March 2026 · Investment Labs

The Problem

Traditional retirement advice tells young investors to hold a diversified portfolio of stocks and bonds, gradually shifting toward bonds as they age. The “birthday rule” — holding your age in bonds — is the most common version. A 30-year-old holds 70% stocks; a 60-year-old holds 40%.

This sounds reasonable, but it has a hidden flaw: it fails to account for diversification across time. A 25-year-old with $10,000 in savings and 40 years of future earnings has most of their wealth locked in human capital — a bond-like asset. Putting 75% of their tiny $10,000 portfolio in stocks barely moves the needle on their total lifetime exposure to equities.

The result: early career investors are massively under-exposed to stocks during the decades when compounding is most powerful.

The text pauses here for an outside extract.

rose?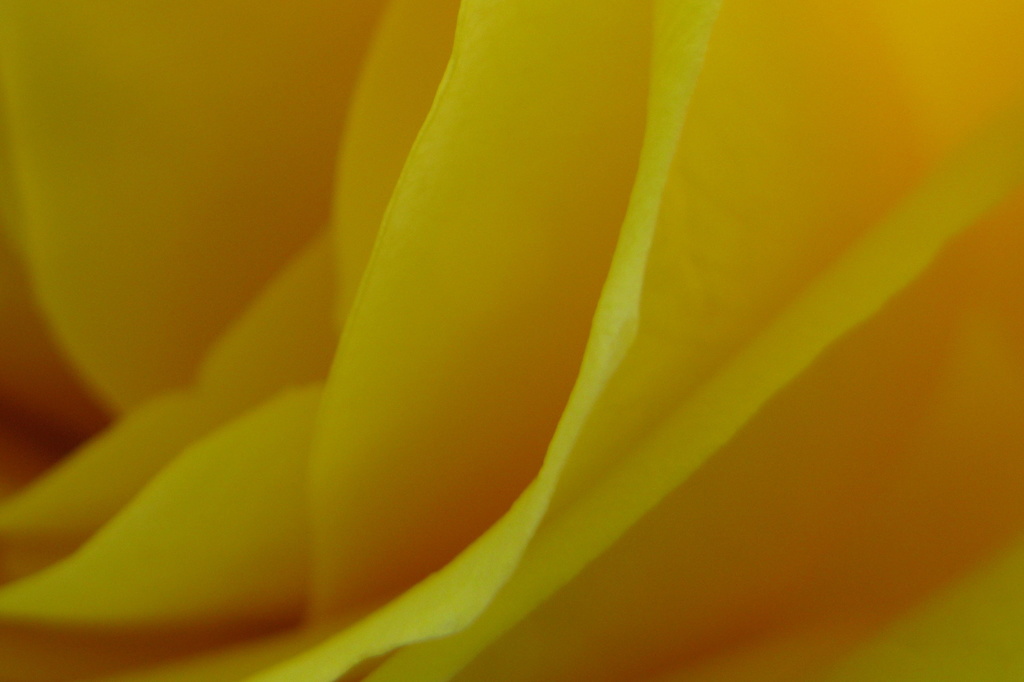
BBox(0, 0, 1023, 681)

The Solution: Leverage When Young

In their 2010 book Lifecycle Investing, Yale professors Ian Ayres and Barry Nalebuff propose a counterintuitive fix: young investors should use 2:1 leverage on stocks. Instead of putting $10,000 in an index fund, borrow another $10,000 and invest $20,000.

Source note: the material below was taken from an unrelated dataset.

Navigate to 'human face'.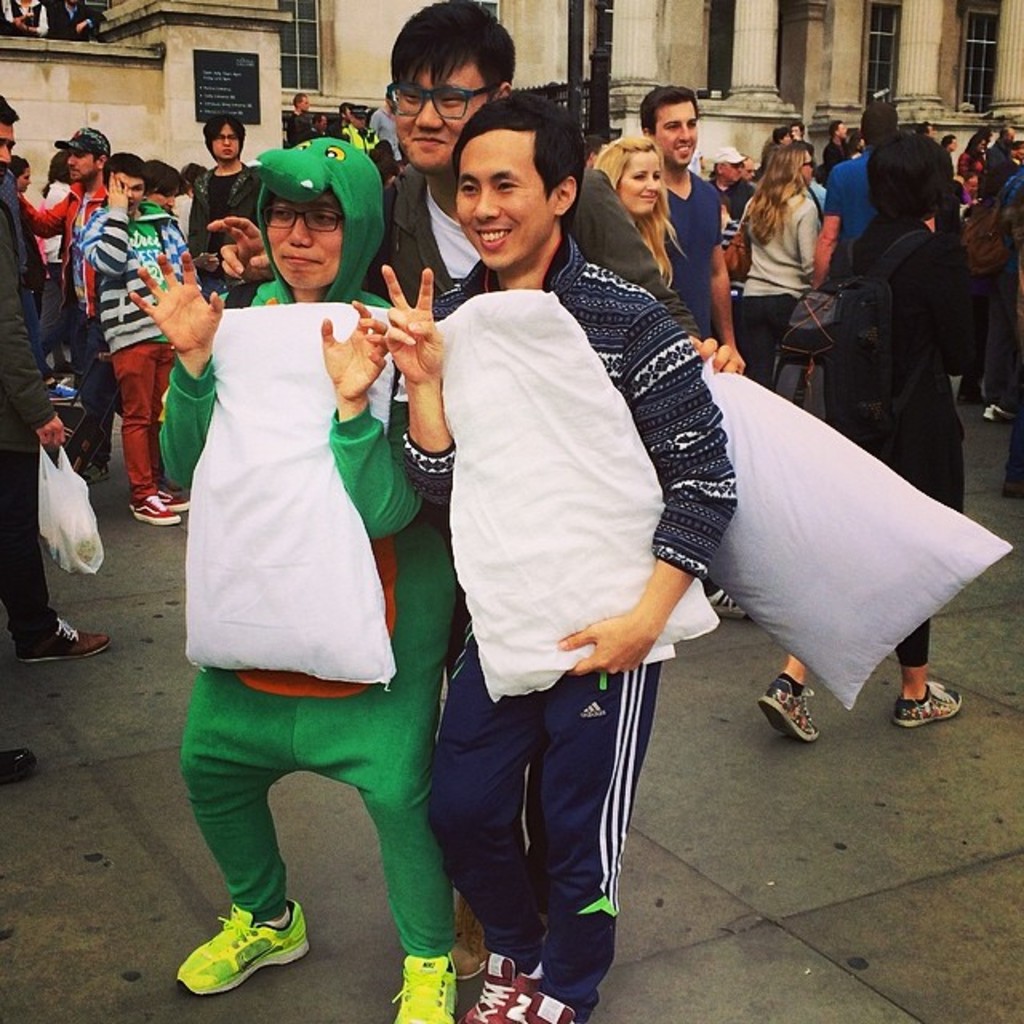
Navigation target: l=454, t=136, r=554, b=269.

The leverage is gradually reduced over the career. By the mid-50s, the investor holds a conventional portfolio — roughly 83% stocks and 17% bonds — with no leverage. The key insight is that this achieves a more even distribution of stock market exposure across the investor's entire working life.

Four Strategies Compared

Below is the equity allocation glide path for four common strategies, from age 25 to 65:

Stock Allocation by Age (%)

Lifecycle (200/83) Birthday Rule Constant 60/40 Target-Date Fund
Lifecycle (200/83)Birthday RuleConstant 60/40Target-Date Fund

Drag to zoom. Double-click to reset.

The Lifecycle (200/83) strategy starts at 200% equity exposure via 2:1 leverage, then linearly decreases to 83% by age 55. The Birthday Rule starts at 75% and decreases steadily. The Constant 60/40 holds a flat allocation throughout. The Target-Date Fund starts at 90% and glides to 50%.

The Math: Samuelson Share

The theoretical foundation comes from Paul Samuelson's work on optimal portfolio allocation. The Samuelson share is the fraction of total wealth that should be invested in stocks:

f = equity_premium / (volatility² × risk_aversion)

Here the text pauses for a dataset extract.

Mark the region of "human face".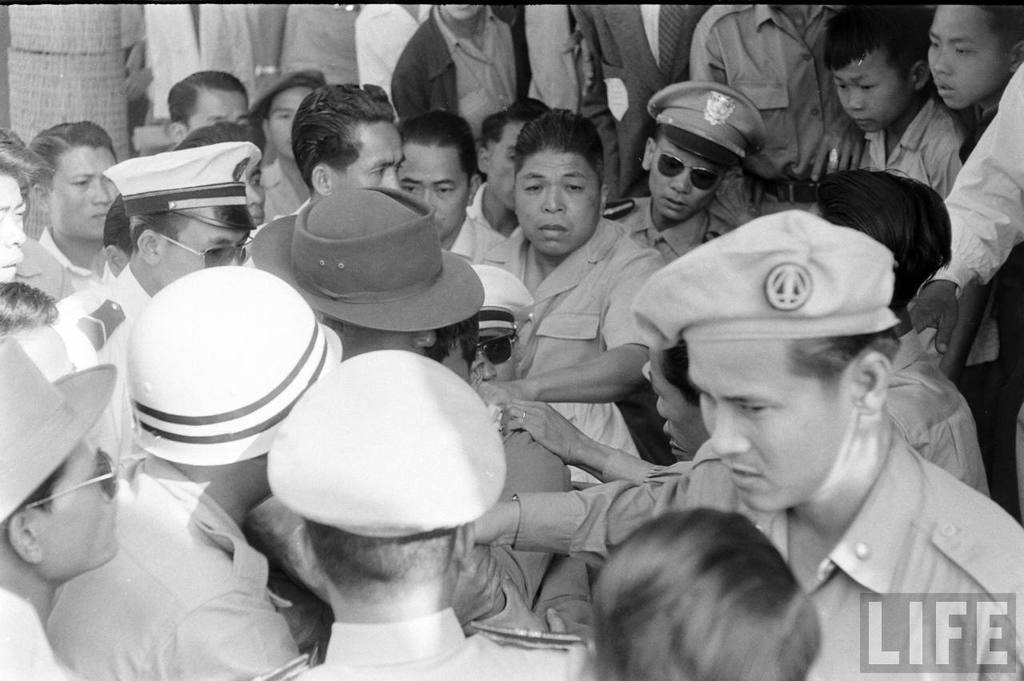
Region: left=156, top=207, right=250, bottom=285.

For typical parameters (6% equity premium, 16% volatility, risk aversion of 2), this gives a Samuelson share of about 1.17 — meaning more than 100% of wealth should be in stocks. The catch is that “total wealth” includes the present value of all future earnings, not just current savings. Young workers with low savings but high future earnings need leverage on their financial assets to achieve this target.

138 Years of Evidence

Ayres and Nalebuff backtested their strategy on 138 years of U.S. market data (1871–2009). In every single 44-year retirement cohort, the lifecycle strategy outperformed the birthday rule. Key findings:

  • 90% more expected retirement wealth vs. traditional lifecycle funds
  • 50% higher average returns vs. the birthday rule, with the same risk profile
  • 21% lower standard deviation of retirement wealth vs. a constant 75% stock allocation
  • Survived the Great Depression, 1970s stagflation, dot-com crash, and 2008 financial crisis

The strategy also held up in backtests on UK (FTSE, 1937–2009) and Japanese (Nikkei, 1950–2009) market data.

Risks and Realities

Lifecycle investing is not without risk. At 2:1 leverage, a 50% market crash wipes out nearly the entire portfolio. Margin calls can force liquidation at the worst possible time. The strategy requires:

  • Psychological resilience — watching a leveraged portfolio drop 60%+ in a crash
  • Stable income — the strategy assumes continued contributions through downturns
  • Access to cheap leverage — margin loans, deep ITM LEAPS, or futures
  • Active management — no automated lifecycle fund exists; you must rebalance manually

Practical Implementation

Ayres and Nalebuff suggest three vehicles for implementing leverage:

  • Margin loans — borrow against your brokerage account to buy more index funds
  • Deep ITM LEAPS — long-dated call options on the S&P 500 with 75-85% delta
  • Futures contracts — S&P 500 E-mini futures provide inherent leverage

Leveraged ETFs (like SSO or UPRO) are generally not recommended for long-term holds due to daily rebalancing and volatility decay.

Try It Yourself

Our Lifecycle Strategy Simulator lets you run Monte Carlo simulations comparing the lifecycle strategy against traditional approaches using 138 years of historical market data. Configure your age, income, savings rate, and see the projected outcomes.

References

  • Ayres, I. & Nalebuff, B. (2010). Lifecycle Investing: A New, Safe, and Audacious Way to Improve the Performance of Your Retirement Portfolio. Basic Books.
  • Ayres, I. & Nalebuff, B. (2008). “Life-Cycle Investing and Leverage: Buying Stock on Margin Can Reduce Retirement Risk.” NBER Working Paper.
  • Historical data: Robert Shiller's U.S. Stock Markets dataset (1871–2009), via Ayres & Nalebuff companion data.